Benjamin G. Ferris provides description of garments.

Date
1854
Type
Book
Source
Benjamin G. Ferris
Critic
Non-LDS
Hearsay
Direct
Unsourced
Reference

Benjamin G. Ferris, Utah and the Mormons (New York: Harper and Brothers, 1854), 311-312

Scribe/Publisher
Harper and Brothers
People
Benjamin G. Ferris
Audience
Reading Public
Transcription

In their initiation into the Church, the novitiates are invested with a mysterious garment called the endowment robe, to which many virtues are ascribed. These curious robes may be seen on the clothes-line in the afternoon of every washing-day, and consist of a white garment, made up of common shirting, with strips and crosses of scarlet stitched in, emblematical of some of their temple mysteries. It is believed that Doctor Richards had on one of those robes, and thereby escaped unhurt at the Carthage Jail; and that Joseph and Hyrum neglected to put them on, and therefore lost their lives. The person thus invested is supposed to be safe against the arts of the devil to bring harm upon him, and in a condition to escape danger from shipwreck, disease, bullets, &c. Some of them are so imbued with this idea, that in changing the garment, they will keep one leg in the old one until they invest the other with the new, lest the devil or some of his imps should obtain a temporary advantage.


Work instructions:
Exactly repeat all the records below, omitting the images they hold.

Supplied material:
============

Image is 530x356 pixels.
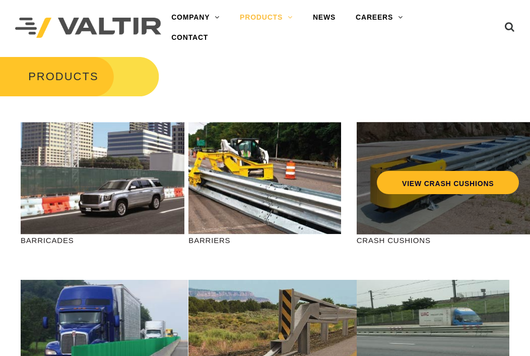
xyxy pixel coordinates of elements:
a: VIEW CRASH CUSHIONS [377,171,519,194]
p: BARRICADES [21,234,173,246]
a: NEWS [303,8,346,28]
a: CAREERS [346,8,413,28]
a: CONTACT [161,28,218,48]
p: CRASH CUSHIONS [357,234,509,246]
p: BARRIERS [188,234,341,246]
a: PRODUCTS [230,8,303,28]
a: COMPANY [161,8,230,28]
img: Valtir [15,18,161,37]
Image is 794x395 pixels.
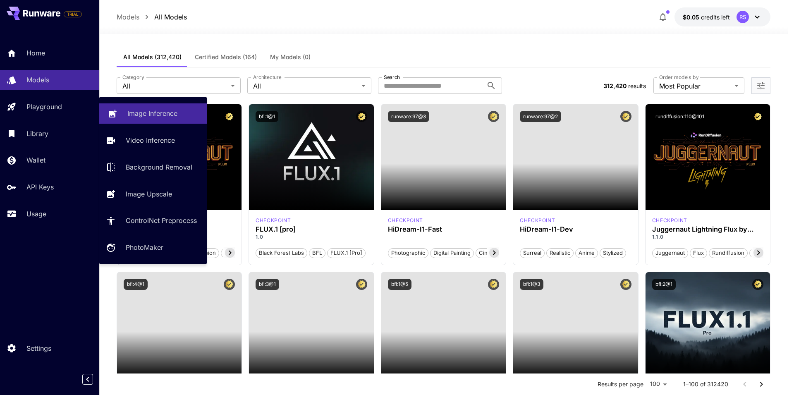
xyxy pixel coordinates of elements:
button: $0.05 [674,7,770,26]
p: Background Removal [126,162,192,172]
p: Image Upscale [126,189,172,199]
span: Add your payment card to enable full platform functionality. [64,9,82,19]
div: fluxpro [255,217,291,224]
button: bfl:1@3 [520,279,543,290]
button: bfl:3@1 [255,279,279,290]
label: Category [122,74,144,81]
span: Photographic [388,249,428,257]
div: RS [736,11,749,23]
button: bfl:1@5 [388,279,411,290]
p: All Models [154,12,187,22]
button: Certified Model – Vetted for best performance and includes a commercial license. [752,279,763,290]
label: Search [384,74,400,81]
button: rundiffusion:110@101 [652,111,707,122]
p: checkpoint [388,217,423,224]
button: Certified Model – Vetted for best performance and includes a commercial license. [620,279,631,290]
span: Most Popular [659,81,731,91]
span: Surreal [520,249,544,257]
nav: breadcrumb [117,12,187,22]
p: Usage [26,209,46,219]
span: schnell [749,249,774,257]
div: $0.05 [682,13,730,21]
div: Collapse sidebar [88,372,99,386]
button: Certified Model – Vetted for best performance and includes a commercial license. [224,111,235,122]
span: BFL [309,249,325,257]
button: Certified Model – Vetted for best performance and includes a commercial license. [356,111,367,122]
span: My Models (0) [270,53,310,61]
button: bfl:1@1 [255,111,278,122]
label: Architecture [253,74,281,81]
button: bfl:4@1 [124,279,148,290]
h3: HiDream-I1-Fast [388,225,499,233]
button: runware:97@3 [388,111,429,122]
button: Certified Model – Vetted for best performance and includes a commercial license. [356,279,367,290]
button: Certified Model – Vetted for best performance and includes a commercial license. [488,279,499,290]
span: Stylized [600,249,625,257]
button: Certified Model – Vetted for best performance and includes a commercial license. [620,111,631,122]
p: PhotoMaker [126,242,163,252]
span: Realistic [546,249,573,257]
p: Wallet [26,155,45,165]
div: hidreamdev [520,217,555,224]
span: 312,420 [603,82,626,89]
button: Collapse sidebar [82,374,93,384]
span: juggernaut [652,249,687,257]
button: runware:97@2 [520,111,561,122]
span: Digital Painting [430,249,473,257]
span: All Models (312,420) [123,53,181,61]
a: Background Removal [99,157,207,177]
span: All [122,81,227,91]
span: flux [690,249,706,257]
p: Playground [26,102,62,112]
p: Models [26,75,49,85]
p: Library [26,129,48,138]
span: Certified Models (164) [195,53,257,61]
button: Certified Model – Vetted for best performance and includes a commercial license. [752,111,763,122]
a: Image Upscale [99,184,207,204]
h3: FLUX.1 [pro] [255,225,367,233]
p: Models [117,12,139,22]
a: PhotoMaker [99,237,207,258]
span: $0.05 [682,14,701,21]
p: Results per page [597,380,643,388]
span: TRIAL [64,11,81,17]
div: hidreamfast [388,217,423,224]
div: 100 [646,378,670,390]
p: 1.1.0 [652,233,763,241]
h3: HiDream-I1-Dev [520,225,631,233]
p: ControlNet Preprocess [126,215,197,225]
p: checkpoint [520,217,555,224]
span: All [253,81,358,91]
span: Anime [575,249,597,257]
a: Image Inference [99,103,207,124]
button: bfl:2@1 [652,279,675,290]
button: Certified Model – Vetted for best performance and includes a commercial license. [488,111,499,122]
span: rundiffusion [709,249,747,257]
p: checkpoint [652,217,687,224]
span: credits left [701,14,730,21]
span: pro [221,249,236,257]
a: ControlNet Preprocess [99,210,207,231]
p: Image Inference [127,108,177,118]
a: Video Inference [99,130,207,150]
label: Order models by [659,74,698,81]
h3: Juggernaut Lightning Flux by RunDiffusion [652,225,763,233]
button: Open more filters [756,81,766,91]
button: Go to next page [753,376,769,392]
span: Cinematic [476,249,507,257]
button: Certified Model – Vetted for best performance and includes a commercial license. [224,279,235,290]
p: Settings [26,343,51,353]
p: Home [26,48,45,58]
p: 1–100 of 312420 [683,380,728,388]
span: results [628,82,646,89]
span: FLUX.1 [pro] [327,249,365,257]
p: checkpoint [255,217,291,224]
p: Video Inference [126,135,175,145]
p: 1.0 [255,233,367,241]
span: Black Forest Labs [256,249,307,257]
p: API Keys [26,182,54,192]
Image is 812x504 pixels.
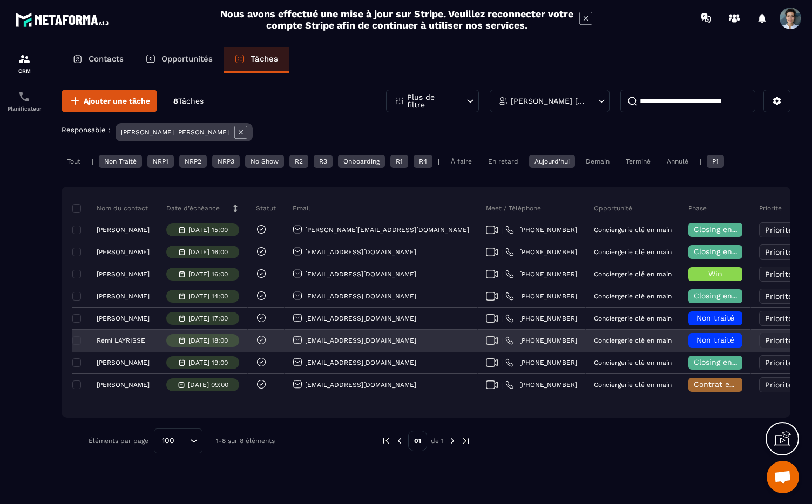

============

Answer to this problem:
Image is 530x356 pixels.
xyxy pixel coordinates of elements:
a: VIEW CRASH CUSHIONS [377,171,519,194]
p: BARRICADES [21,234,173,246]
a: NEWS [303,8,346,28]
a: CAREERS [346,8,413,28]
a: CONTACT [161,28,218,48]
p: CRASH CUSHIONS [357,234,509,246]
p: BARRIERS [188,234,341,246]
a: PRODUCTS [230,8,303,28]
a: COMPANY [161,8,230,28]
img: Valtir [15,18,161,37]
Image is 794x395 pixels.
xyxy pixel coordinates of elements:
button: $0.05 [674,7,770,26]
p: Background Removal [126,162,192,172]
p: Image Upscale [126,189,172,199]
span: Add your payment card to enable full platform functionality. [64,9,82,19]
div: fluxpro [255,217,291,224]
button: bfl:1@3 [520,279,543,290]
button: bfl:3@1 [255,279,279,290]
label: Category [122,74,144,81]
span: Photographic [388,249,428,257]
div: RS [736,11,749,23]
button: bfl:1@5 [388,279,411,290]
p: All Models [154,12,187,22]
button: Certified Model – Vetted for best performance and includes a commercial license. [752,279,763,290]
label: Search [384,74,400,81]
button: rundiffusion:110@101 [652,111,707,122]
p: checkpoint [388,217,423,224]
button: Certified Model – Vetted for best performance and includes a commercial license. [620,279,631,290]
span: Most Popular [659,81,731,91]
span: Surreal [520,249,544,257]
nav: breadcrumb [117,12,187,22]
p: Usage [26,209,46,219]
span: schnell [749,249,774,257]
div: $0.05 [682,13,730,21]
div: Collapse sidebar [88,372,99,386]
button: Certified Model – Vetted for best performance and includes a commercial license. [224,111,235,122]
span: BFL [309,249,325,257]
button: Certified Model – Vetted for best performance and includes a commercial license. [356,111,367,122]
span: My Models (0) [270,53,310,61]
button: bfl:1@1 [255,111,278,122]
label: Architecture [253,74,281,81]
button: bfl:4@1 [124,279,148,290]
h3: HiDream-I1-Fast [388,225,499,233]
button: runware:97@3 [388,111,429,122]
button: Certified Model – Vetted for best performance and includes a commercial license. [356,279,367,290]
button: Certified Model – Vetted for best performance and includes a commercial license. [488,279,499,290]
span: Stylized [600,249,625,257]
button: Certified Model – Vetted for best performance and includes a commercial license. [620,111,631,122]
p: PhotoMaker [126,242,163,252]
span: Realistic [546,249,573,257]
p: Wallet [26,155,45,165]
div: hidreamdev [520,217,555,224]
span: 312,420 [603,82,626,89]
button: Collapse sidebar [82,374,93,384]
span: juggernaut [652,249,687,257]
button: runware:97@2 [520,111,561,122]
span: Digital Painting [430,249,473,257]
span: All Models (312,420) [123,53,181,61]
a: Background Removal [99,157,207,177]
span: All [122,81,227,91]
span: flux [690,249,706,257]
p: Playground [26,102,62,112]
p: Models [26,75,49,85]
p: Library [26,129,48,138]
span: Certified Models (164) [195,53,257,61]
button: Certified Model – Vetted for best performance and includes a commercial license. [752,111,763,122]
a: Image Upscale [99,184,207,204]
h3: FLUX.1 [pro] [255,225,367,233]
p: Models [117,12,139,22]
a: PhotoMaker [99,237,207,258]
span: $0.05 [682,14,701,21]
p: Results per page [597,380,643,388]
span: TRIAL [64,11,81,17]
div: hidreamfast [388,217,423,224]
div: 100 [646,378,670,390]
p: 1.1.0 [652,233,763,241]
h3: HiDream-I1-Dev [520,225,631,233]
p: ControlNet Preprocess [126,215,197,225]
p: checkpoint [520,217,555,224]
span: All [253,81,358,91]
span: Anime [575,249,597,257]
a: Image Inference [99,103,207,124]
button: bfl:2@1 [652,279,675,290]
button: Certified Model – Vetted for best performance and includes a commercial license. [488,111,499,122]
span: rundiffusion [709,249,747,257]
p: checkpoint [652,217,687,224]
span: credits left [701,14,730,21]
span: pro [221,249,236,257]
a: ControlNet Preprocess [99,210,207,231]
p: Image Inference [127,108,177,118]
a: Video Inference [99,130,207,150]
label: Order models by [659,74,698,81]
h3: Juggernaut Lightning Flux by RunDiffusion [652,225,763,233]
button: Open more filters [756,81,766,91]
button: Go to next page [753,376,769,392]
span: Cinematic [476,249,507,257]
button: Certified Model – Vetted for best performance and includes a commercial license. [224,279,235,290]
p: Settings [26,343,51,353]
p: Home [26,48,45,58]
p: 1–100 of 312420 [683,380,728,388]
span: results [628,82,646,89]
span: FLUX.1 [pro] [327,249,365,257]
p: checkpoint [255,217,291,224]
p: Video Inference [126,135,175,145]
p: 1.0 [255,233,367,241]
span: Black Forest Labs [256,249,307,257]
p: API Keys [26,182,54,192]
Image is 812x504 pixels.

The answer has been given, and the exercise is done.